The U.S., though it is dominant, refuses to conquer and protect its subordinates, instead it merely regulates disorder, operating on a case-by-case scenario. This Empire of Disorder, no longer functions like the previous system of competitin between states, on the contrary, it is predicated on disorder that it pushes on the outskirts of Empire.

Joxe cites Anthony Lake as the counter-voice to Samuel Huntington. Max Weber is cited by Joxe for his examination of the relation between military and economic power, and between slavery and free labor. In the Roman Empire, because it was so cheap to hunt for slaves through war, free labor declined, unlike the situation in the Middle Ages.


* Historical Notes on Empire

There are 3 instances of Empire formation in Western history alone.

1) The Sumerian and Akkad empires constituted by the neolithic towns, and their successors: Babylonia, Assyria, Mede, Persian

2) Alexander's Empire emerging from the Greek city states, and the successors, i.e. Rome, Byzantine, the Sultanate, the Ottoman and Russian empires

3) The predatory colonial empires, emerging fromt he European merchant cities between the 16th and 18th centuries.

Joxe then distinguishes between 'logistical states' based on rationalising resources and shared well-being and focusing on the economy (Sumeria, Egypt, Etruscan Rome); from the violent predatory empires (Akkad, Assyrian, Latin Rome) where violence predates the economy as a means of accumulation. Maritime based empires such as Britian were more logistical; land-based ones were more predatory (Spain, France).

Violence by the state creates civil peace in the interior by exporting the tensions of the class struggle to an external conflict. In ancient times empires rarely touched, but this changed in the 16th cy, ultimately leading to two world wars, and morphing itself in the Cold War under the leadership of the US.

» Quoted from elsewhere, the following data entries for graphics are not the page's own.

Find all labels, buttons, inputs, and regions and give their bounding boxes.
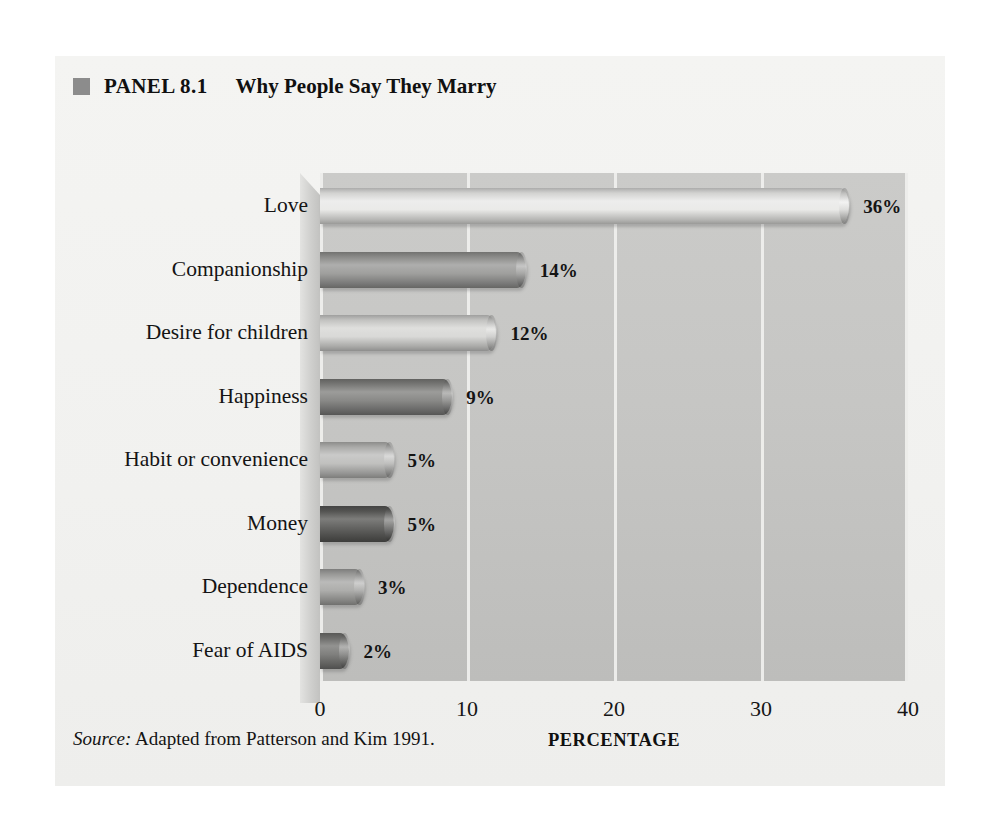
bar-category-label: Desire for children bbox=[146, 320, 308, 345]
bar-row: Habit or convenience5% bbox=[55, 442, 945, 478]
bar-row: Desire for children12% bbox=[55, 315, 945, 351]
x-tick-label: 30 bbox=[750, 696, 772, 722]
x-axis-ticks: 010203040 bbox=[55, 696, 945, 728]
bar-row: Dependence3% bbox=[55, 569, 945, 605]
x-tick-label: 0 bbox=[315, 696, 326, 722]
bar-value-label: 5% bbox=[408, 514, 437, 536]
x-tick-label: 20 bbox=[603, 696, 625, 722]
bar-category-label: Dependence bbox=[202, 574, 308, 599]
source-text: Adapted from Patterson and Kim 1991. bbox=[135, 728, 435, 749]
bars-layer: Love36%Companionship14%Desire for childr… bbox=[55, 173, 945, 681]
x-tick-label: 10 bbox=[456, 696, 478, 722]
bar-desire-for-children bbox=[320, 315, 496, 351]
bar-category-label: Companionship bbox=[172, 257, 308, 282]
bar-value-label: 3% bbox=[378, 577, 407, 599]
bar-value-label: 5% bbox=[408, 450, 437, 472]
x-tick-label: 40 bbox=[897, 696, 919, 722]
page-title: Why People Say They Marry bbox=[236, 74, 497, 99]
bar-money bbox=[320, 506, 394, 542]
bar-value-label: 14% bbox=[540, 260, 578, 282]
bar-row: Happiness9% bbox=[55, 379, 945, 415]
bar-category-label: Love bbox=[264, 193, 308, 218]
panel-header: PANEL 8.1 Why People Say They Marry bbox=[73, 74, 497, 99]
bar-value-label: 9% bbox=[466, 387, 495, 409]
panel-marker-icon bbox=[73, 78, 90, 95]
bar-category-label: Fear of AIDS bbox=[192, 638, 308, 663]
bar-habit-or-convenience bbox=[320, 442, 394, 478]
bar-companionship bbox=[320, 252, 526, 288]
panel-card: PANEL 8.1 Why People Say They Marry Love… bbox=[55, 56, 945, 786]
bar-category-label: Habit or convenience bbox=[124, 447, 308, 472]
panel-label: PANEL 8.1 bbox=[104, 74, 208, 99]
bar-category-label: Happiness bbox=[218, 384, 308, 409]
bar-row: Money5% bbox=[55, 506, 945, 542]
source-prefix: Source: bbox=[73, 728, 131, 749]
bar-love bbox=[320, 188, 849, 224]
bar-value-label: 12% bbox=[510, 323, 548, 345]
bar-fear-of-aids bbox=[320, 633, 349, 669]
source-note: Source: Adapted from Patterson and Kim 1… bbox=[73, 728, 435, 750]
bar-row: Companionship14% bbox=[55, 252, 945, 288]
bar-dependence bbox=[320, 569, 364, 605]
bar-category-label: Money bbox=[247, 511, 308, 536]
bar-row: Love36% bbox=[55, 188, 945, 224]
bar-chart: Love36%Companionship14%Desire for childr… bbox=[55, 118, 945, 718]
bar-row: Fear of AIDS2% bbox=[55, 633, 945, 669]
bar-value-label: 2% bbox=[363, 641, 392, 663]
bar-happiness bbox=[320, 379, 452, 415]
bar-value-label: 36% bbox=[863, 196, 901, 218]
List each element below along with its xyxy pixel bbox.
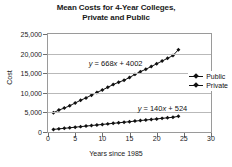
legend-item-public[interactable]: Public bbox=[189, 72, 228, 81]
legend-item-private[interactable]: Private bbox=[189, 81, 228, 90]
data-point-marker bbox=[111, 83, 115, 87]
data-point-marker bbox=[100, 88, 104, 92]
data-point-marker bbox=[128, 120, 132, 124]
data-point-marker bbox=[111, 121, 115, 125]
x-axis-tick-label: 20 bbox=[153, 135, 161, 142]
y-axis-tick-label: 20,000 bbox=[21, 50, 42, 57]
annotation-public-equation: y = 140x + 524 bbox=[138, 104, 188, 113]
data-point-marker bbox=[106, 85, 110, 89]
data-point-marker bbox=[166, 56, 170, 60]
chart-title-line-2: Private and Public bbox=[0, 13, 232, 23]
y-axis-tick-label: 15,000 bbox=[21, 70, 42, 77]
x-axis-tick-labels: 051015202530 bbox=[47, 135, 212, 147]
data-point-marker bbox=[62, 126, 66, 130]
data-point-marker bbox=[106, 122, 110, 126]
x-axis-tick-label: 25 bbox=[180, 135, 188, 142]
data-point-marker bbox=[176, 114, 180, 118]
x-axis-tick-label: 30 bbox=[207, 135, 215, 142]
x-axis-tick-label: 15 bbox=[126, 135, 134, 142]
data-point-marker bbox=[144, 67, 148, 71]
chart-title: Mean Costs for 4-Year Colleges, Private … bbox=[0, 3, 232, 23]
y-axis-tick-labels: 05,00010,00015,00020,00025,000 bbox=[0, 33, 45, 133]
chart-title-line-1: Mean Costs for 4-Year Colleges, bbox=[0, 3, 232, 13]
data-point-marker bbox=[95, 123, 99, 127]
data-point-marker bbox=[149, 117, 153, 121]
data-point-marker bbox=[73, 101, 77, 105]
data-point-marker bbox=[68, 104, 72, 108]
x-axis-title: Years since 1985 bbox=[0, 150, 232, 157]
legend-label: Public bbox=[206, 72, 225, 81]
x-axis-tick-label: 0 bbox=[46, 135, 50, 142]
data-point-marker bbox=[62, 106, 66, 110]
x-axis-tick-label: 5 bbox=[73, 135, 77, 142]
data-point-marker bbox=[128, 76, 132, 80]
data-point-marker bbox=[171, 115, 175, 119]
legend: Public Private bbox=[188, 71, 230, 91]
data-point-marker bbox=[155, 117, 159, 121]
data-point-marker bbox=[144, 118, 148, 122]
data-point-marker bbox=[149, 65, 153, 69]
data-point-marker bbox=[160, 59, 164, 63]
x-axis-tick-label: 10 bbox=[98, 135, 106, 142]
data-point-marker bbox=[73, 125, 77, 129]
data-point-marker bbox=[57, 127, 61, 131]
y-axis-tick-label: 5,000 bbox=[24, 109, 42, 116]
legend-label: Private bbox=[206, 81, 228, 90]
data-point-marker bbox=[122, 78, 126, 82]
gridline bbox=[48, 73, 211, 74]
data-point-marker bbox=[122, 120, 126, 124]
data-point-marker bbox=[79, 98, 83, 102]
legend-marker-icon bbox=[189, 82, 203, 89]
y-axis-tick-label: 10,000 bbox=[21, 89, 42, 96]
data-point-marker bbox=[68, 126, 72, 130]
annotation-private-equation: y = 668x + 4002 bbox=[89, 59, 143, 68]
data-point-marker bbox=[133, 119, 137, 123]
y-axis-tick-label: 25,000 bbox=[21, 31, 42, 38]
data-point-marker bbox=[89, 124, 93, 128]
data-point-marker bbox=[138, 119, 142, 123]
data-point-marker bbox=[160, 116, 164, 120]
data-point-marker bbox=[51, 127, 55, 131]
data-point-marker bbox=[84, 124, 88, 128]
y-axis-tick-label: 0 bbox=[38, 129, 42, 136]
data-point-marker bbox=[100, 122, 104, 126]
data-point-marker bbox=[155, 62, 159, 66]
data-point-marker bbox=[79, 125, 83, 129]
data-point-marker bbox=[117, 121, 121, 125]
gridline bbox=[48, 93, 211, 94]
data-point-marker bbox=[117, 80, 121, 84]
series-line bbox=[53, 116, 178, 129]
data-series-layer bbox=[48, 34, 211, 132]
data-point-marker bbox=[84, 96, 88, 100]
legend-marker-icon bbox=[189, 73, 203, 80]
gridline bbox=[48, 54, 211, 55]
data-point-marker bbox=[166, 116, 170, 120]
chart-container: Mean Costs for 4-Year Colleges, Private … bbox=[0, 0, 232, 167]
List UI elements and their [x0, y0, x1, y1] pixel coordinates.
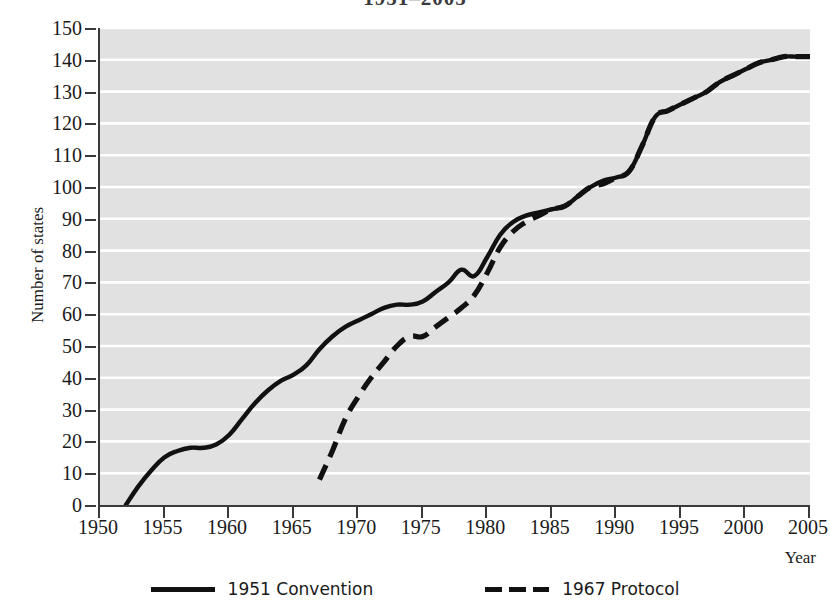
x-tick-label: 1960: [207, 516, 247, 538]
x-tick-mark: [614, 507, 616, 518]
legend-entry-2[interactable]: 1967 Protocol: [485, 579, 679, 599]
legend-label: 1951 Convention: [228, 579, 374, 599]
x-tick-mark: [808, 507, 810, 518]
solid-line-icon: [151, 587, 215, 592]
x-tick-label: 1965: [272, 516, 312, 538]
x-tick-label: 2000: [723, 516, 763, 538]
legend-entry-1[interactable]: 1951 Convention: [151, 579, 374, 599]
chart-figure: 1951–2005 010203040506070809010011012013…: [0, 0, 830, 614]
x-tick-mark: [743, 507, 745, 518]
x-tick-label: 1995: [659, 516, 699, 538]
y-axis-title: Number of states: [28, 165, 48, 365]
x-tick-mark: [421, 507, 423, 518]
x-tick-mark: [550, 507, 552, 518]
x-tick-mark: [163, 507, 165, 518]
x-tick-mark: [485, 507, 487, 518]
dashed-line-icon: [485, 587, 549, 592]
x-tick-label: 1975: [401, 516, 441, 538]
x-tick-label: 1955: [143, 516, 183, 538]
x-tick-label: 2005: [788, 516, 828, 538]
chart-legend: 1951 Convention1967 Protocol: [0, 579, 830, 599]
x-tick-label: 1990: [594, 516, 634, 538]
x-tick-label: 1985: [530, 516, 570, 538]
x-tick-mark: [98, 507, 100, 518]
x-tick-label: 1980: [465, 516, 505, 538]
x-tick-mark: [292, 507, 294, 518]
x-axis-title: Year: [785, 548, 816, 568]
x-tick-mark: [227, 507, 229, 518]
x-tick-label: 1950: [78, 516, 118, 538]
x-tick-mark: [356, 507, 358, 518]
x-tick-label: 1970: [336, 516, 376, 538]
x-tick-mark: [679, 507, 681, 518]
x-axis: 1950195519601965197019751980198519901995…: [0, 0, 830, 614]
legend-label: 1967 Protocol: [562, 579, 679, 599]
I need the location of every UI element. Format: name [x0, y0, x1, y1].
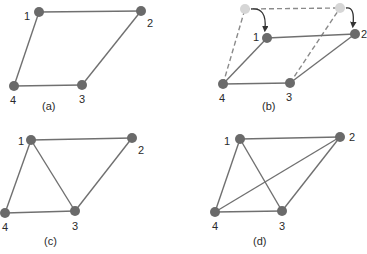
node-label: 1: [253, 31, 259, 43]
node-label: 3: [79, 93, 85, 105]
node-label: 4: [212, 220, 218, 232]
node-label: 1: [24, 10, 30, 22]
node-label: 1: [18, 135, 24, 147]
edge-3-4: [223, 83, 290, 84]
ghost-node: [240, 4, 250, 14]
move-arrow-icon: [346, 8, 353, 25]
edge-4-1: [5, 140, 31, 213]
edge-4-1: [223, 38, 267, 84]
node-label: 2: [138, 144, 144, 156]
edge-1-2: [39, 11, 141, 12]
panel-caption: (c): [44, 235, 57, 247]
edge-1-3: [31, 140, 75, 211]
node-1: [26, 135, 36, 145]
edge-1-2: [31, 138, 132, 140]
edge-1-2: [267, 34, 355, 38]
edge-2-3: [75, 138, 132, 211]
node-1: [34, 7, 44, 17]
node-label: 3: [279, 220, 285, 232]
edge-1-2: [240, 137, 340, 139]
panel-a: 1234(a): [9, 6, 153, 112]
graph-figure: 1234(a)1234(b)1234(c)1234(d): [0, 0, 367, 254]
node-2: [350, 29, 360, 39]
node-label: 2: [361, 28, 367, 40]
edge-2-3: [290, 34, 355, 83]
node-1: [262, 33, 272, 43]
node-2: [335, 132, 345, 142]
edge-3-4: [5, 211, 75, 213]
node-2: [127, 133, 137, 143]
edge-2-3: [82, 11, 141, 85]
panel-c: 1234(c): [0, 133, 144, 247]
dashed-edge-1'-2': [245, 8, 340, 9]
node-4: [0, 208, 10, 218]
edge-4-1: [215, 139, 240, 212]
node-label: 4: [219, 92, 225, 104]
node-3: [77, 80, 87, 90]
node-label: 4: [2, 221, 8, 233]
edge-3-4: [215, 211, 282, 212]
node-2: [136, 6, 146, 16]
node-4: [9, 81, 19, 91]
edge-4-1: [14, 12, 39, 86]
node-3: [70, 206, 80, 216]
node-4: [218, 79, 228, 89]
panel-caption: (b): [262, 100, 275, 112]
panel-caption: (d): [253, 235, 266, 247]
dashed-edge-3-2': [290, 8, 340, 83]
node-label: 3: [72, 220, 78, 232]
edge-2-4: [215, 137, 340, 212]
ghost-node: [335, 3, 345, 13]
node-label: 2: [349, 131, 355, 143]
node-1: [235, 134, 245, 144]
edge-3-4: [14, 85, 82, 86]
node-label: 1: [224, 135, 230, 147]
edge-2-3: [282, 137, 340, 211]
move-arrow-icon: [251, 9, 265, 29]
node-4: [210, 207, 220, 217]
node-3: [277, 206, 287, 216]
node-label: 3: [286, 91, 292, 103]
panel-caption: (a): [42, 100, 55, 112]
node-label: 2: [147, 17, 153, 29]
panel-d: 1234(d): [210, 131, 355, 247]
node-3: [285, 78, 295, 88]
node-label: 4: [10, 94, 16, 106]
panel-b: 1234(b): [218, 3, 367, 112]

The current globality is economic and military, but not political, and the latter is a good thing. We want, says Joxe, a human geography of people ecologically connected to their land,not forced to a ceaseless nomadism. He categorically rejects the Huntingtonian view which inherently points to a cultural hierarchy and justifies civilizational conflict. (Joxe does insist on taking seriously the role of religion).